4 out of 5
Label: Homestead Records
Producer: Scott Exum, Bill Day (Engineers)
Soul-Junk comes in a couple different flavors – Truman’s Water style lo-fi 30-track-per-album jams, and experimental hip-hop. Somewhere inbetween is some skronk. 1952 is definitely the best of the former most of these styles, as it finds enough variation to keep you going through the whole album and strips off the rougher edges inherent in that style to get to some focused jams. The “let me straight up quote the Bible” is also less apparent here, making 1952 one of the more “band” feeling of all the Soul-Junk releases, instead of a clutter of bleeps or fuzzed-out noise that Glen Galaxy wanted to commit to tape.

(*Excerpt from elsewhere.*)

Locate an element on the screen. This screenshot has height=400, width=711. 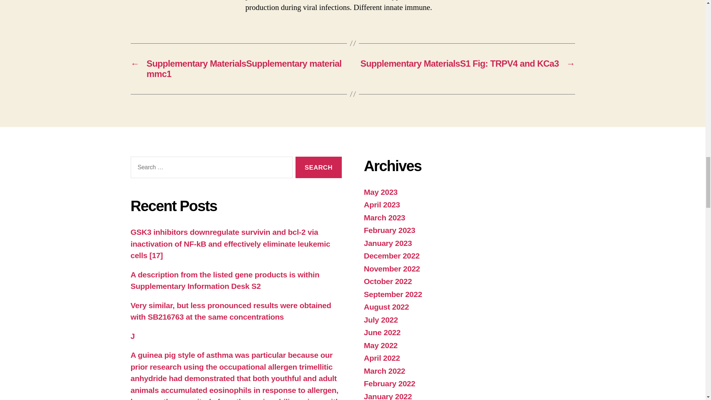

Still, the hallmarks of the band are alive and well – regardless of the clarity, this still rings of 4-trackness (or maybe 2-trackness…), and the spirituality is there, it’s just not as invasive (or maybe you don’t notice it as much because the songs themselves are more fleshed out). As this was sort of the pinnacle of this version of SJ before they started to incorporate hip-hop elements, it’s also some of Galaxy’s more appealing vocal work, tuneful and bouncy and confident in the stuttery flow of their songs, similar to once he grew comfortable with the stop-start of rhyming on 1958. Lo-fi followers – think early, early Pavement without the sneer – who can tune out the jesus (or find that appealing, or don’t care) should dig this album.